[Film review] Does the fourth adaptation of THE SECRET GARDEN contain enough flora, fauna, and Firth to satisfy?


Review by John P. Harvey

This 2020 film adaptation (the fourth) of Frances Hodgson Burnett’s novel — first published in 1911 and beloved by generations of children — sets the action in 1947 when, immediately before India’s Partition, the parents of lone child Mary Lennox (Dixie Egerickx) both die of cholera, leaving her orphaned in India.

Mary is burdened by the belief that her mother — whose own grief had led her to distance herself from her family — didn’t love her, but naturally grieves the loss of both parents and initially has little comfort in her loneliness.

Mary is sent to England, to her uncle Lord Archibald Craven (Colin Firth — whose role in the film, some may feel, could have been larger).
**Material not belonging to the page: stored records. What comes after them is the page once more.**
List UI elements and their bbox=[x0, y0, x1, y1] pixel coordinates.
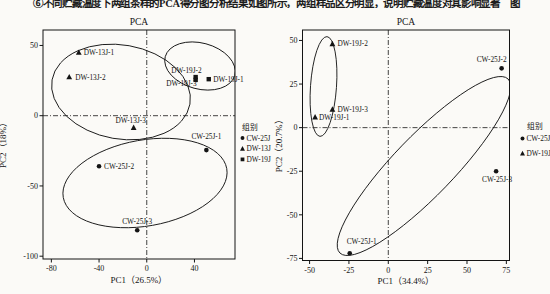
x-tick-label: 0 bbox=[386, 266, 390, 275]
x-tick-label: -80 bbox=[46, 264, 57, 273]
y-axis-label: PC2（20.7%） bbox=[274, 115, 284, 172]
chart-title: PCA bbox=[397, 17, 416, 27]
series-DW-19J: DW-19J-1DW-19J-2DW-19J-3 bbox=[166, 66, 244, 88]
point-label-DW-19J-1: DW-19J-1 bbox=[319, 113, 350, 122]
point-CW-25J-1 bbox=[347, 251, 352, 256]
pca-chart-right: PCA-50-25025507550250-25-50-75PC1（34.4%）… bbox=[274, 17, 550, 286]
x-tick-label: 50 bbox=[463, 266, 471, 275]
series-DW-19J: DW-19J-1DW-19J-2DW-19J-3 bbox=[312, 39, 368, 121]
point-label-DW-19J-3: DW-19J-3 bbox=[337, 105, 368, 114]
legend-label-CW-25J: CW-25J bbox=[527, 134, 550, 143]
point-CW-25J-1 bbox=[204, 148, 209, 153]
point-DW-13J-2 bbox=[66, 74, 72, 79]
top-caption-clipped: ⑥不同贮藏温度下两组茶样的PCA得分图分析结果如图所示，两组样品区分明显，说明贮… bbox=[0, 0, 550, 8]
point-CW-25J-2 bbox=[499, 66, 504, 71]
y-tick-label: -50 bbox=[287, 211, 298, 220]
point-label-CW-25J-1: CW-25J-1 bbox=[347, 237, 377, 246]
point-DW-13J-3 bbox=[131, 125, 137, 130]
x-tick-label: -50 bbox=[304, 266, 315, 275]
pca-figure-canvas: PCA-80-40040500-50-100PC1（26.5%）PC2（18%）… bbox=[0, 0, 550, 294]
point-label-DW-13J-3: DW-13J-3 bbox=[115, 116, 146, 125]
series-CW-25J: CW-25J-1CW-25J-2CW-25J-3 bbox=[347, 55, 513, 255]
x-tick-label: 75 bbox=[502, 266, 510, 275]
point-CW-25J-3 bbox=[135, 228, 140, 233]
x-tick-label: -40 bbox=[94, 264, 105, 273]
point-label-CW-25J-2: CW-25J-2 bbox=[477, 55, 507, 64]
point-DW-19J-1 bbox=[312, 114, 318, 119]
legend: 组别CW-25JDW-13JDW-19J bbox=[240, 122, 271, 165]
point-label-CW-25J-2: CW-25J-2 bbox=[104, 162, 134, 171]
legend-title: 组别 bbox=[527, 121, 543, 131]
legend-label-DW-19J: DW-19J bbox=[527, 149, 550, 158]
y-tick-label: 25 bbox=[290, 80, 298, 89]
point-DW-13J-1 bbox=[76, 49, 82, 54]
pca-chart-left: PCA-80-40040500-50-100PC1（26.5%）PC2（18%）… bbox=[0, 17, 271, 285]
cluster-ellipses bbox=[307, 36, 530, 274]
legend-label-DW-19J: DW-19J bbox=[247, 155, 271, 164]
point-label-DW-19J-2: DW-19J-2 bbox=[337, 39, 368, 48]
zero-reference-lines bbox=[303, 30, 510, 261]
series-CW-25J: CW-25J-1CW-25J-2CW-25J-3 bbox=[97, 132, 222, 232]
legend-marker-DW-13J bbox=[240, 146, 245, 151]
x-tick-label: 25 bbox=[424, 266, 432, 275]
y-tick-label: -25 bbox=[287, 167, 298, 176]
top-caption-text: ⑥不同贮藏温度下两组茶样的PCA得分图分析结果如图所示，两组样品区分明显，说明贮… bbox=[33, 0, 519, 8]
point-label-DW-13J-2: DW-13J-2 bbox=[75, 73, 106, 82]
y-tick-label: 0 bbox=[294, 123, 298, 132]
point-label-DW-19J-2: DW-19J-2 bbox=[171, 66, 202, 75]
y-tick-label: 50 bbox=[30, 41, 38, 50]
point-CW-25J-3 bbox=[494, 169, 499, 174]
point-label-CW-25J-3: CW-25J-3 bbox=[482, 175, 512, 184]
legend-marker-DW-19J bbox=[241, 158, 245, 162]
y-tick-label: 50 bbox=[290, 36, 298, 45]
legend-title: 组别 bbox=[242, 122, 258, 132]
axis-ticks bbox=[40, 45, 195, 262]
point-CW-25J-2 bbox=[97, 164, 102, 169]
x-tick-label: -25 bbox=[344, 266, 355, 275]
plot-border bbox=[303, 30, 510, 261]
legend-marker-CW-25J bbox=[241, 136, 245, 140]
y-tick-label: -100 bbox=[23, 252, 38, 261]
point-label-DW-19J-1: DW-19J-1 bbox=[213, 75, 244, 84]
point-DW-19J-1 bbox=[207, 77, 211, 81]
y-tick-label: -75 bbox=[287, 254, 298, 263]
point-label-DW-19J-3: DW-19J-3 bbox=[166, 79, 197, 88]
point-label-DW-13J-1: DW-13J-1 bbox=[84, 48, 115, 57]
legend-label-CW-25J: CW-25J bbox=[247, 134, 271, 143]
legend: 组别CW-25JDW-19J bbox=[520, 121, 550, 159]
y-tick-label: 0 bbox=[34, 111, 38, 120]
point-DW-19J-2 bbox=[330, 41, 336, 46]
chart-title: PCA bbox=[130, 17, 149, 27]
y-axis-label: PC2（18%） bbox=[0, 118, 8, 168]
point-label-CW-25J-3: CW-25J-3 bbox=[122, 217, 152, 226]
x-tick-label: 40 bbox=[190, 264, 198, 273]
legend-label-DW-13J: DW-13J bbox=[247, 144, 271, 153]
cluster-ellipse-0 bbox=[44, 34, 198, 151]
y-tick-label: -50 bbox=[27, 182, 38, 191]
x-axis-label: PC1（26.5%） bbox=[111, 275, 168, 285]
series-DW-13J: DW-13J-1DW-13J-2DW-13J-3 bbox=[66, 48, 146, 130]
x-axis-label: PC1（34.4%） bbox=[378, 276, 435, 286]
x-tick-label: 0 bbox=[145, 264, 149, 273]
legend-marker-CW-25J bbox=[521, 137, 525, 141]
legend-marker-DW-19J bbox=[520, 151, 525, 156]
axis-ticks bbox=[299, 40, 506, 264]
cluster-ellipse-0 bbox=[307, 36, 340, 138]
point-label-CW-25J-1: CW-25J-1 bbox=[191, 132, 221, 141]
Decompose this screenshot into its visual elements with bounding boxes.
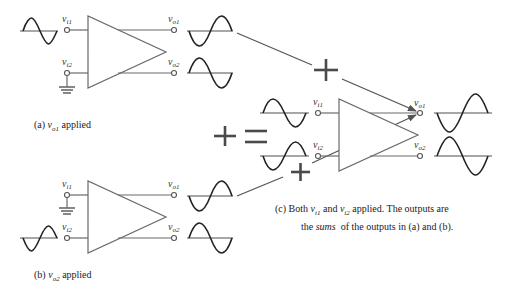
label-vi1: vi1 <box>313 96 323 109</box>
label-vi1: vi1 <box>62 178 72 191</box>
superposition-diagram: vi1 vi2 vo1 vo2 vi1 <box>0 0 509 286</box>
label-vo1: vo1 <box>168 13 179 26</box>
equals-operator-icon <box>245 131 267 142</box>
caption-emphasis: sums <box>316 221 336 232</box>
terminal-vi1 <box>65 28 70 33</box>
label-vo2: vo2 <box>168 221 180 234</box>
caption-text: the <box>301 221 316 232</box>
output-vo1-wave-icon <box>187 16 233 46</box>
terminal-vo2 <box>172 236 177 241</box>
input-sine-icon <box>20 18 58 44</box>
label-vo2: vo2 <box>414 139 426 152</box>
caption-text: of the outputs in (a) and (b). <box>336 221 453 232</box>
caption-panel-b: (b) vo2 applied <box>34 268 92 286</box>
caption-line-1: (c) Both vi1 and vi2 applied. The output… <box>275 202 453 220</box>
output-vo2-wave-icon <box>187 223 233 253</box>
caption-panel-c: (c) Both vi1 and vi2 applied. The output… <box>275 202 453 233</box>
label-vi2: vi2 <box>62 56 72 69</box>
output-vo2-wave-icon <box>434 137 492 175</box>
caption-panel-a: (a) vo1 applied <box>34 118 91 136</box>
label-vi2: vi2 <box>62 221 72 234</box>
terminal-vi1 <box>65 193 70 198</box>
ground-icon <box>59 76 75 94</box>
caption-line-2: the sums of the outputs in (a) and (b). <box>275 220 453 233</box>
terminal-vo1 <box>418 111 423 116</box>
caption-text: (b) <box>34 269 48 280</box>
caption-text: (a) <box>34 119 48 130</box>
plus-operator-top-icon <box>314 59 338 81</box>
label-vi2: vi2 <box>313 139 323 152</box>
label-vi1: vi1 <box>62 13 72 26</box>
output-vo2-wave-icon <box>187 58 233 88</box>
amplifier-triangle <box>339 99 418 171</box>
terminal-vi1 <box>316 111 321 116</box>
terminal-vo2 <box>172 71 177 76</box>
panel-a-circuit: vi1 vi2 vo1 vo2 <box>20 13 233 93</box>
caption-text: applied <box>59 119 91 130</box>
caption-sub: o2 <box>53 275 60 283</box>
amplifier-triangle <box>88 181 166 253</box>
terminal-vi2 <box>65 71 70 76</box>
plus-operator-bottom-icon <box>291 163 310 181</box>
caption-text: and <box>320 203 339 214</box>
input-sine-icon <box>20 226 58 251</box>
caption-text: (c) Both <box>275 203 311 214</box>
caption-sub: o1 <box>52 125 59 133</box>
input-sine-icon <box>260 99 309 127</box>
label-vo2: vo2 <box>168 56 180 69</box>
terminal-vo1 <box>172 28 177 33</box>
terminal-vi2 <box>65 236 70 241</box>
ground-icon <box>59 198 75 215</box>
terminal-vo2 <box>418 154 423 159</box>
panel-c-circuit: vi1 vi2 vo1 vo2 <box>260 94 492 175</box>
amplifier-triangle <box>88 16 166 88</box>
caption-text: applied. The outputs are <box>350 203 449 214</box>
terminal-vo1 <box>172 193 177 198</box>
panel-b-circuit: vi1 vi2 vo1 vo2 <box>20 178 233 253</box>
output-vo1-wave-icon <box>434 94 492 132</box>
label-vo1: vo1 <box>414 97 425 110</box>
terminal-vi2 <box>316 154 321 159</box>
summation-arrows <box>237 33 416 196</box>
caption-text: applied <box>60 269 92 280</box>
plus-operator-big-icon <box>214 126 236 146</box>
output-vo1-wave-icon <box>187 181 233 211</box>
label-vo1: vo1 <box>168 178 179 191</box>
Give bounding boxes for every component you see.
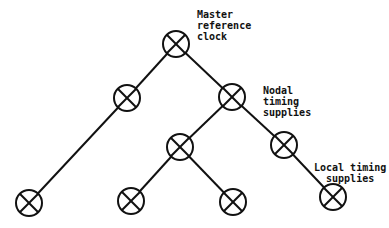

Lord Craven’s housekeeper, Mrs Medlock (Julie Walters) immediately lays down the law as to where Mary may and where she mayn’t wander in the house. And Mary naturally risks great displeasure in breaking it.

On Lord Craven’s estate, Mary finds her pampered ways honed gently by the good-natured Martha (Isis Davis); sets out and finds the source of the weeping she hears at night; and succeeds in befriending a dog (Fozzie), whom she names Jemima; and Martha’s brother, Dickon (Amir Wilson).

Eventually, of course, she and her friends encounter the eponymous garden, which wreaks small miracles in their lives. Mary’s adventures nonetheless alarm Lord Craven, and Mary is about to be sent away to boarding school when disaster strikes.

This adaptation may disappoint the expectations of those who have read the book in minor ways: Dickon’s gift with animals is not apparent; Lord Craven’s bedridden son, Colin, is a nonentity; and the children have abrogated their most essential role — that of restoring the abandoned garden to its former glory — to the garden, which transforms itself through their mere presence and the magic of CGI. But the transformation is (as you’ll know if you see a trailer) indeed spectacular, and marks the garden as a benign character in itself.

And the ultimate transformation of Mary’s relationship with her uncle, entailing a daring rescue, brings the movie to satisfying climactic action.

Screening at Palace, Dendy, and Hoyts cinemas.